At the end of a lengthy article in the New York Times Magazine by Matt Bai on Barack Obama’s efforts at “Working for the Working-Class Vote,” Obama acknowledges that the bias exhibited by the relentless smear tactics of Fox News can have a measurable impact on voters.
“I am convinced that if there were no Fox News, I might be two or three points higher in the polls. If I were watching Fox News, I wouldn’t vote for me, right? Because the way I’m portrayed 24/7 is as a freak! I am the latte-sipping, New York Times-reading, Volvo-driving, no-gun-owning, effete, politically correct, arrogant liberal. Who wants somebody like that?”
“I guess the point I’m making is that there is an entire industry now, an entire apparatus, designed to perpetuate this cultural schism, and it’s powerful. People want to know that you’re fighting for them, that you get them. And I actually think I do. But you know, if people are just seeing me in sound bites, they’re not going to discover that. That’s why I say that some of that may have to happen after the election, when they get to know you.”
It’s refreshing to hear a candidate speak truth to power-mad propagandists and media prevaricators. Frankly, I don’t think he went far enough. By only enumerating peripheral character issues like lattes and Volvos, Obama left more serious assaults off the table. He didn’t mention Bill Ayers, or Rev. Wright, or ACORN, or whether he was Muslim, etc. It’s understandable that he may not have wanted to refocus attention on those matters, but that is where the bulk of the disinformation campaign against him was centered.
It was also nice to read Obama’s framing of the problem with Fox News. Notice that he didn’t merely speculate as to whether things might have been different if Fox had reported differently. He hypothesized a world wherein there was no Fox News. Be still my heart. In that scenario much more would be different than the results of the current presidential campaign. All of Fox’s misrepresentations about the economy, the war in Iraq, civil rights, global warming, health care, etc., would have never tainted the public debate. We would never have had to waste time rebutting the perverse and divisive agendas of people like Rupert Murdoch, Roger Ailes, Bill O’Reilly, Sean Hannity, etc.
Certainly it would not have been Paradise Found. Fox News is not the only media enterprise to exercise rampant dishonesty and self-interest as they diminish the once proud institution of journalism. But they are the leader, and the primary provocateur, and without them the others would not have fallen so quickly overboard.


HOW TO COMPLETE THIS TASK: Locate the line that contains "This screenshot has" in the data that follows. Copy it and every subsequent line to the end, exactly, excluding pictures.

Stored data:
☆ ☆ ☆ ☆

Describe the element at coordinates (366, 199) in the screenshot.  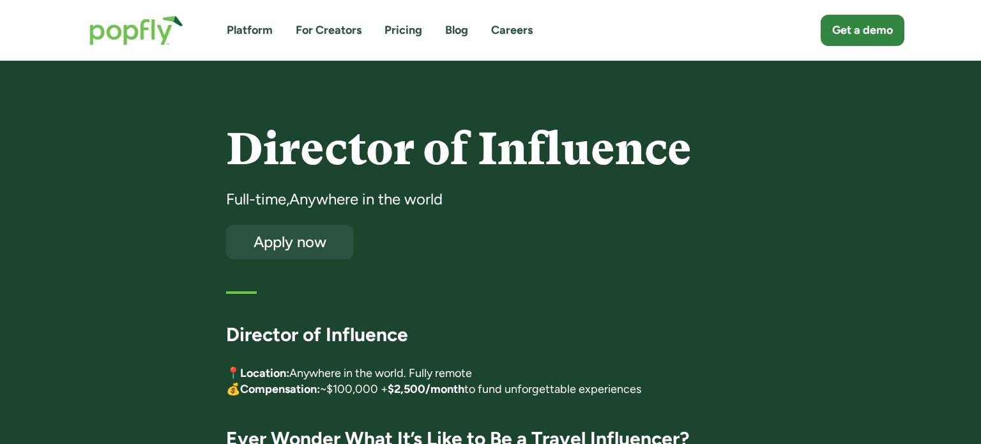
I see `div: Anywhere in the world` at that location.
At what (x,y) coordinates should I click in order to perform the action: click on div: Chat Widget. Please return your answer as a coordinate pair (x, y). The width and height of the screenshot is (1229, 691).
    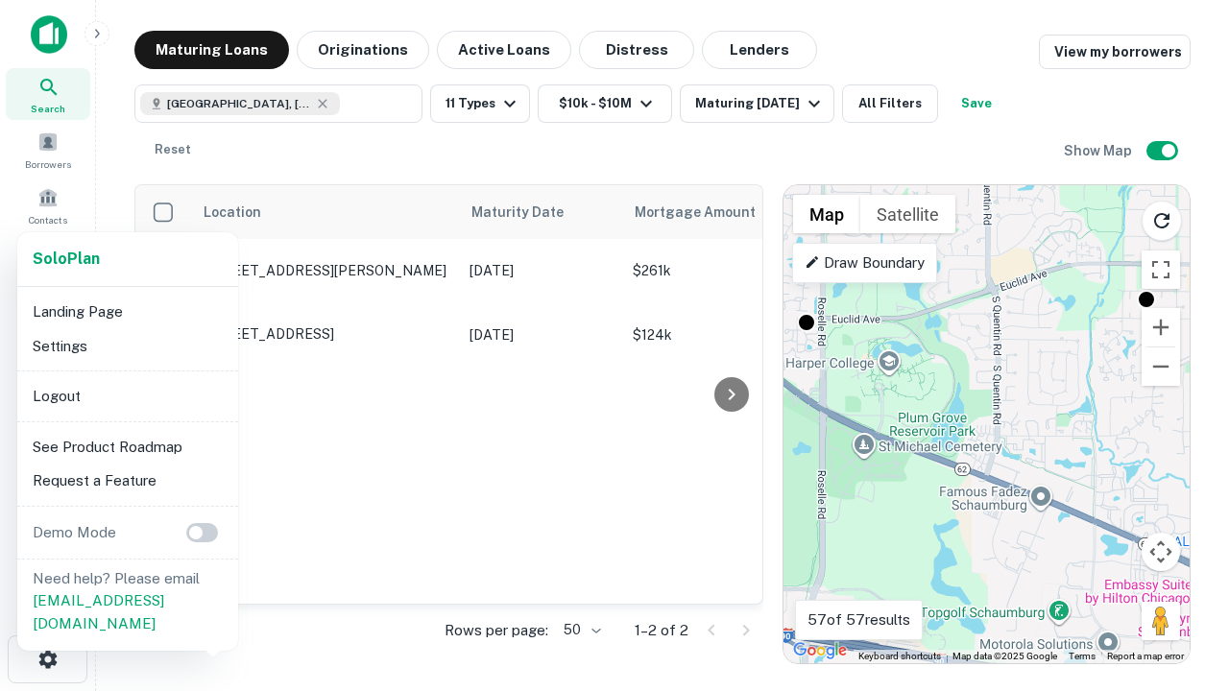
    Looking at the image, I should click on (1181, 522).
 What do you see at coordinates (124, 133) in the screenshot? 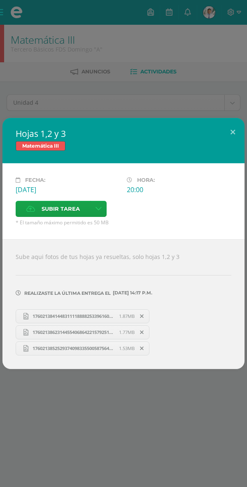
I see `h2: Hojas 1,2 y 3` at bounding box center [124, 133].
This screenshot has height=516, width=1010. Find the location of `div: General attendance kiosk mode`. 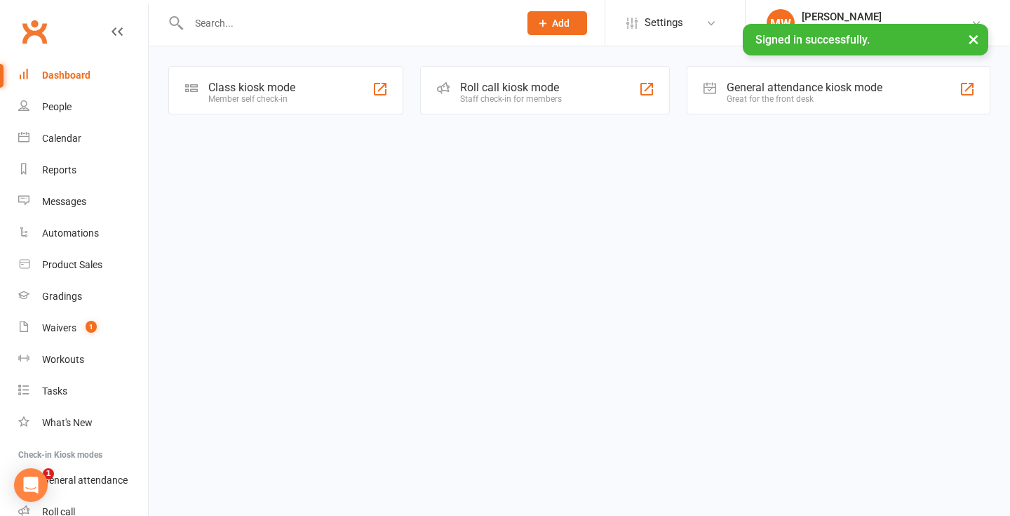

div: General attendance kiosk mode is located at coordinates (805, 87).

☆ ☆ ☆ ☆

ANSWER SECTION:
This screenshot has height=516, width=1010. Find the location of `div: General attendance kiosk mode`. 

div: General attendance kiosk mode is located at coordinates (805, 87).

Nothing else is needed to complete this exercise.